To this we added ship’s-cook wages for Joe, Valhalla to Landfall, payable in Landfall bucks at Landfall wage scales—but only as wages not as a share in cargo. I had to explain to Llita why Joe’s wages for that leg could not be invested retroactively in cargo lifted at Valhalla. Once she understood it, she had a grasp of the notions of venture and risk and profit—but I did not pay her for this accounting; I was durned if I would pay purser’s wages to figure her own money when I was not only having to check everything she did but was giving her a lesson in economics as well.
I did not pay Llita for the leg to Landfall; she was a passenger, busy having a baby and then still busier learning to care for it. But I did not charge her for passage; she deadheaded.
You see what I was doing—rigging the accounts so that I would owe them something once I sold my cargo, while making it appear that they had earned it. They hadn’t been worth any wages; on the contrary I had spent quite a chunk on them—aside from buying them, which I never charged against them even in my head. On the other hand, I was paid in deep satisfaction—especially if they learned to stand on their own feet. But I discussed none of this; I just had Llita figure their share—my way.
(Omitted)
—came to a couple
of thousand, not enough to support them very long. But I took time to find a hole-in-the-wall luncheon, on which I took option through a third party, after satisfying myself that a couple of strivers could stay afloat with it, if the price was right and they were willing to work.
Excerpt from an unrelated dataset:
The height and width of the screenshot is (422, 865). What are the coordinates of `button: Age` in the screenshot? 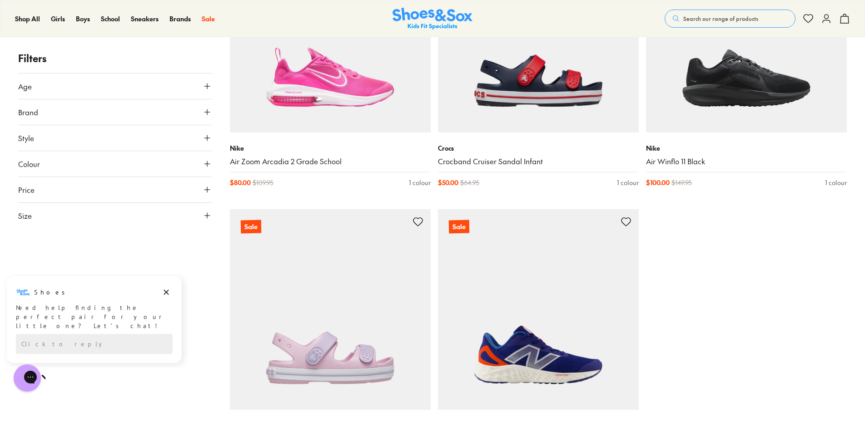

Then I told them that they had better start job hunting as I was putting the Libby up for sale or bond-and-lease. It was root, hog, or die. They were really free—free to starve.
Llita didn’t pout, she just looked solemn and went on nursing little J.A. Joe looked scared. But later I saw them with their heads together over a newspaper I had brought aboard; they were checking “help wanted” ads.
After much whispering Llita asked diffidently if I could baby-sit while they went job hunting?—but if I was busy, J.A. could ride her hip.
I said I wasn’t going anywhere—but had they checked “business opportunities”? Jobs for untrained people didn’t lead anywhere.
She looked startled; it was a new idea. But that hint was enough. There was more looking and whispering; then she fetched the paper to me and pointed to an ad—my own but not so marked—and asked what “five-year amortization” meant?
I sniffed at it and told her it was a way to go broke slowly, especially if she spent money on clothes—and there must be something wrong or the owner wouldn’t want to sell.
She looked as sad as Joe did and said that the other business opportunities called for investing lots of money. I grudgingly admitted that it could not hurt to look—but watch out for booby traps.
They came back full of enthusiasm—they were sure they could buy it and make it pay! Joe was twice as good a cook as that fry cook who had it—he used too much grease and it was rancid and the coffee was terrible and he didn’t even keep the place clean. But best of all, behind the storeroom was a bedroom where they could live and—
I squelched them. What were the gross receipts? How about taxes? What licenses and inspections and what squeeze on each? What did they know about buying food wholesale? No, I would not go look at it; they had to make up their own minds and quit leaning on me and, anyhow, I didn’t know anything about restaurant business.